Just when I thought I could not find another single word or way in which to plead, beg, urge or beseech those in charge to remove the mass of 17 billboards blocking the view of Montagu Bay, voila! There was the crew from Parks & Beaches Authority, taking them down, one by one, revealing the view we all missed so much.
I wasn’t alone in this fight to remove the signs that had grown from one or two to so many you could no longer see the water and it wouldn’t have happened if others had not cared so much, but I will say that I might take home the honours for stubbornness, waging the battle till I was weary (and afraid readers were as well) yet never giving up.
Just the other day, I came across a letter to the editor I wrote in 2003, Tacky Signs…With the lead graf that went like this: “An inner-city disease called ‘signusitis’ is sweeping Nassau like an epidemic. And the only cure is a change in how we feel about our environment, and in the end, ourselves.”
That was 22 years ago.
In 2008, I prepared a paper for a meeting with Ministry of Works, the Department of Physical Planning and the Ministry of Tourism outlining a plan for period signage for Historic Nassau. It included every detail of every step along with information from other historic districts like Charleston, South Carolina that had branded themselves so successfully.
That was 17 years ago.
Not much has changed in the way we treat signage and a national acceptance of physical environment mediocrity since that first letter about the disease I labelled “signusitis” in 2003.
The world has swirled around us, a whirlwind of change. Consider the number of times Apple has introduced a new iPhone or Americans have elected a new president or The Bahamas has swapped one political party for another to run the country.
Through all of those years, through 9/11 and COVID, through however many Olympics and Carifta Games Bahamian athletes have flown to and returned bearing grins and Gold, through the explosion of online banking and digital wallets and easier ways of doing lots of other things, through believing Facebook was a fad that would fade and later accepting AI as the new way of completing a sentence, through all of those game-changing impacts and influences, we who live in one of the most beautiful places on the planet continue to abuse it.
We plant billboards where flowers should grow. We block views others would give anything to enjoy. We trash grounds that should give life to fruit trees and food-bearing bushes but instead become carpets of KFC boxes, Kalik beer bottles and Wendy’s bags. We should be proud but we are dirty. And messy and if we only gave a you-know-what we could do so much and it would take so little.
Imagine streets where yellow elder blossomed, one tree with its arms out wide after another in full bloom, and another where Royal Poinciana, proud in red, showed its colour, roundabouts with annuals and backdrops of silver buttonwood and deep Nitida or Benjamina.
Imagine historic Nassau where you could IG selfies in front of signs telling the story of a building that is 200 years old or a warehouse used by pirates plundering Nassau in the early days and by bootleggers during US Prohibition.
We are not restrained by lack of resources. We are paralysed by lack of imagination.
So take this lesson of what we have learned from Montagu. We, the people, can make the right thing happen if we put our collective minds and hearts to it. We are bigger than crass commercialism and stronger than those who would defile our beautiful land and our unparalleled views. We are patient and we shall win.
AND ON TO PART TWO
Twenty-two years after that first letter to the editors of all the media about tacky signs and a condition I labelled “signusitus”, we are far from where we need to be. Let us not get so caught up in patting ourselves on the back that we forget where our feet need to be planted next and the direction we need to take as a group. And this includes original interested parties like Peter Bates (Sign Man) who has tried so hard to get government to listen to the idea of proper signage standards, and Loretta Butler-Turner, Bruce Raine, Bobby Bower, who helped design historic signage, so many others who at some point along the way recognised how one single component – signage – could have such a powerful impact on how a place looks.
Imagine if all the signs in Historic Nassau reflected an historic colour and style. Imagine the statement that would make about the pride of being part of a city about to celebrate its 300th birthday. Just picture what that would look like driving east on Bay Street instead of glaring signs blaring messages about everything from sugar to cheap t-shirts and how much cleaner and finer it would be instead of rum cake posters on column after column in case you could not read rum cake the first time you saw it.
But, as I said, getting it right is not hard. Examples of sensible signage standards for different areas abound. I have files filled with such samples and detailed notes from conversations with experts over the years. All it takes is two things and they may be the hardest two things of all. The first is WILL. The will to change, to accept the fact that clean beats trashy and the knowledge that environment impacts social behaviour. Clean environments enjoy less crime. The second is IMAGINATION.
If we are beginning to get it right at Montagu and Saunders Beach, imagine what New Providence could look like if we got it right clear across this island of New Providence, if we became the land of sea, sun, sand, flowers and shrubs and trees and fruit and plants and everything that says we care about this place we call home. Just IMAGINE. An island devoid of billboard blasphemy and in its place all things green and growing and available for all to enjoy and inhale. Just IMAGINE.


What the task asks:
Below are the records; work out how many lines among them contain "Obra", and write nothing besides that number.

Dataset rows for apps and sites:

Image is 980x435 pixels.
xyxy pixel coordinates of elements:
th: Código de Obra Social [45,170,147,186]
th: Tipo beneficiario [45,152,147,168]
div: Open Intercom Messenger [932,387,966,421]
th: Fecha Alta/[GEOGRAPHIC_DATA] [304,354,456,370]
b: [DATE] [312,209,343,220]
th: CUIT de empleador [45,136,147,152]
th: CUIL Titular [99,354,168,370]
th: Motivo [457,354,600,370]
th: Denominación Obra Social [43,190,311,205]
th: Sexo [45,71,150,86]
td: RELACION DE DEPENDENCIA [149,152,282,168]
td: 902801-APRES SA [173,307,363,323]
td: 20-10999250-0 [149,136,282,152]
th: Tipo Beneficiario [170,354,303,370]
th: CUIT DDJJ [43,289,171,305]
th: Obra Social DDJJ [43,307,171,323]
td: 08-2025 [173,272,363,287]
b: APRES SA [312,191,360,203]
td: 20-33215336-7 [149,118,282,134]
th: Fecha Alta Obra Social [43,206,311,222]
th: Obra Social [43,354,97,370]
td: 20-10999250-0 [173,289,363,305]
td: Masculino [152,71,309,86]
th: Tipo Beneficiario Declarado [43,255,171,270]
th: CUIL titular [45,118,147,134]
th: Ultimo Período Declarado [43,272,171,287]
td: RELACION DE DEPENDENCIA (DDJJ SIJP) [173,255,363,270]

Response below:
5